Washington D.C. Snaps a Nine-Day Cold Streak Monday Before Temperatures Crash Back to 60 Degrees by Wednesday After a Brief Mid-80s Warmup
WASHINGTON, D.C. ā After nine consecutive days of below-average temperatures, Washington D.C. is getting one brief window of warmth this week before the cold returns just as quickly as it left. Temperatures today are running close to the seasonal average for the first time in over a week, with Tuesday expected to surge into the mid-80s before a sharp pattern reversal drops highs back to around 60 degrees by Wednesday, a swing of more than 20 degrees in 48 hours.
Nine Days Below Normal, Then a One-Day Reprieve
The temperature departure map covering the week ending May 4 shows a dominant below-average pattern blanketing the entire central and eastern United States, with the blue shading stretching from the Northern Plains south through Texas and east through Washington D.C. and the Mid-Atlantic.
For D.C. specifically, the past nine days have run solidly cold against a seasonal backdrop where:
- Average high for this date: 74 degrees
- Average low for this date: 54 degrees
- Warmest reading over the stretch: 77 degrees
- Coldest reading over the stretch: 51 degrees
Despite the cold run, the year overall is still running just 0.1 degree above normal through yesterday, meaning the nine-day streak has not yet dragged the annual average into negative territory.
What the Next 48 Hours Look Like
The temperature pattern over the next two days in Washington D.C. is unusually dramatic for early May:
Today (Monday): Near normal, close to the average high of 74 degrees
Tuesday: Highs surge toward the mid-80s, a significant warmup driven by a brief southerly flow ahead of an approaching cold front
Wednesday: Highs crash back to around 60 degrees as the front pushes through, a drop of roughly 20 to 25 degrees in a single day
That kind of temperature swing in 48 hours in early May is a sharp reminder that the cold pattern has not broken, it is simply pausing for one day before reasserting itself across the region.
The Broader Pattern
The temperature departure map tells the story clearly.
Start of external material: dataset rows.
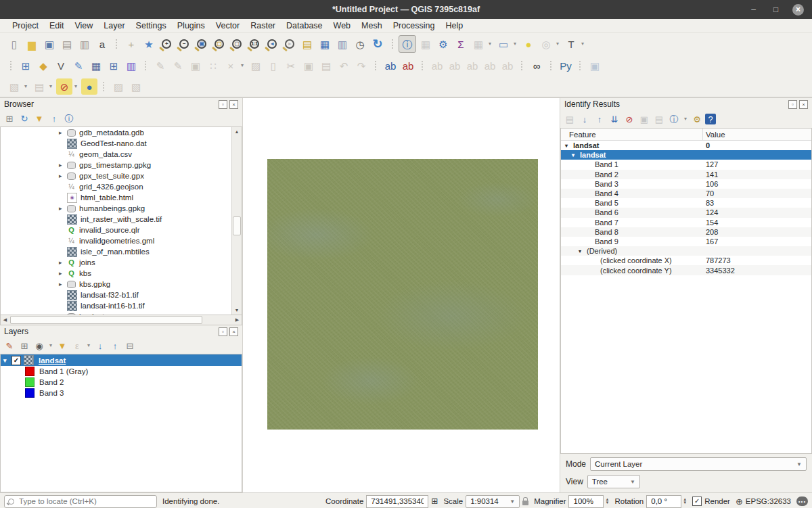 The height and width of the screenshot is (508, 812). Describe the element at coordinates (525, 503) in the screenshot. I see `lock-scale-icon` at that location.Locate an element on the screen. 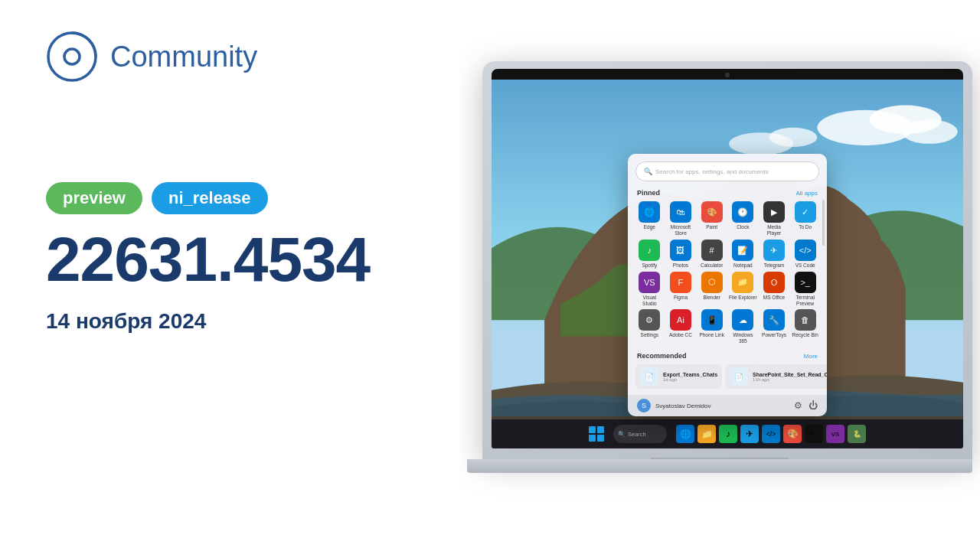  rec-file-item: 📄SharePoint_Site_Set_Read_Only_All11h ag… is located at coordinates (776, 377).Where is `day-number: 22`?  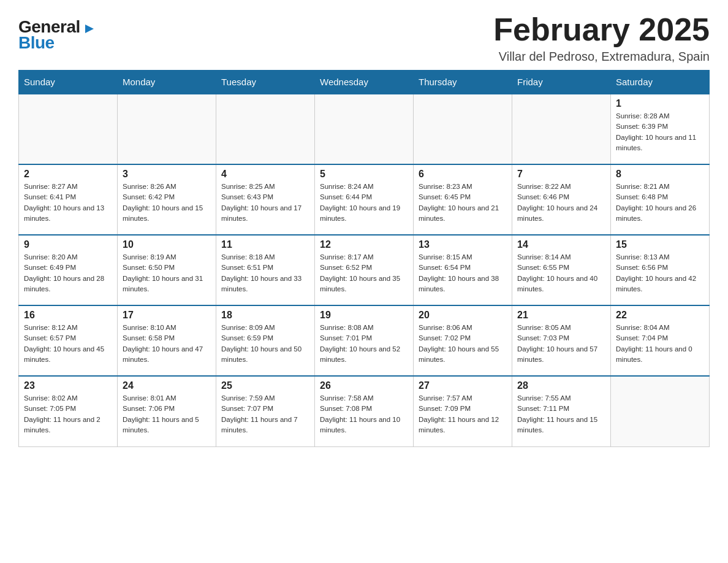 day-number: 22 is located at coordinates (660, 315).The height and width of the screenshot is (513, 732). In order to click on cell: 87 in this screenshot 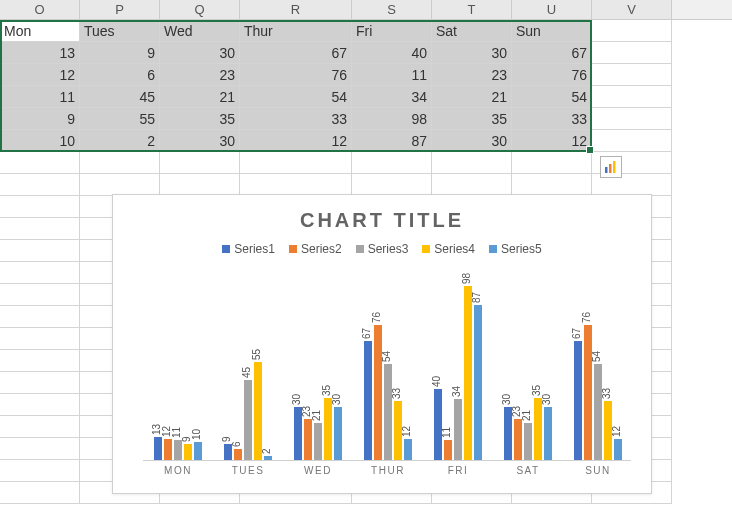, I will do `click(392, 141)`.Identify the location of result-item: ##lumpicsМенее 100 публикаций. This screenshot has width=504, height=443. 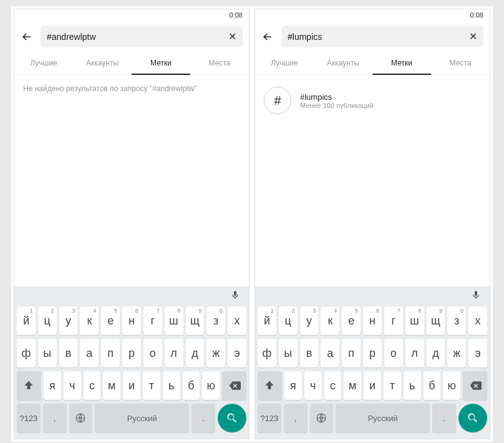
(372, 100).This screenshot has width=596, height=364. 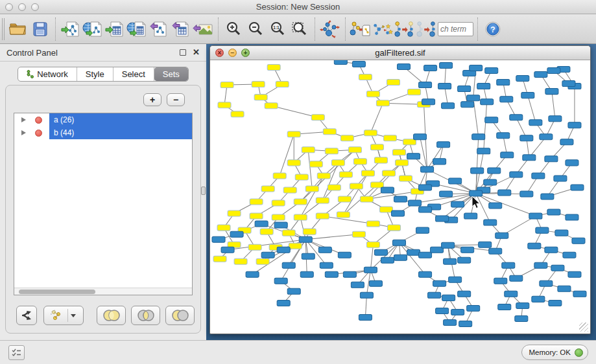 What do you see at coordinates (427, 29) in the screenshot?
I see `new-network-from-selection-selected-button` at bounding box center [427, 29].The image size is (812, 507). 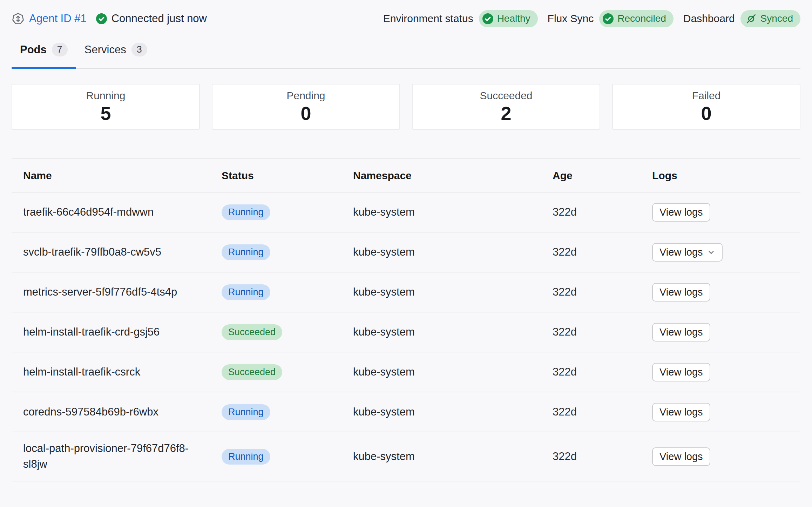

The western United States and Mexico are running above average, with warm orange and red shading across the Pacific Northwest, California and the Southwest. Everything from the central Plains eastward through D.C. and into the Northeast remains locked in a below-normal temperature regime that has dominated the eastern half of the country for the better part of two weeks.
Until the large-scale pattern shifts and allows persistent warm air to build from the south, Washington D.C. and much of the eastern United States should expect continued episodes of below-normal temperatures interrupted by only brief warm breaks like the one arriving Tuesday.
WaldronNews.com will continue tracking temperature trends across Washington D.C. and the eastern United States and will provide updates as the pattern evolves through the week.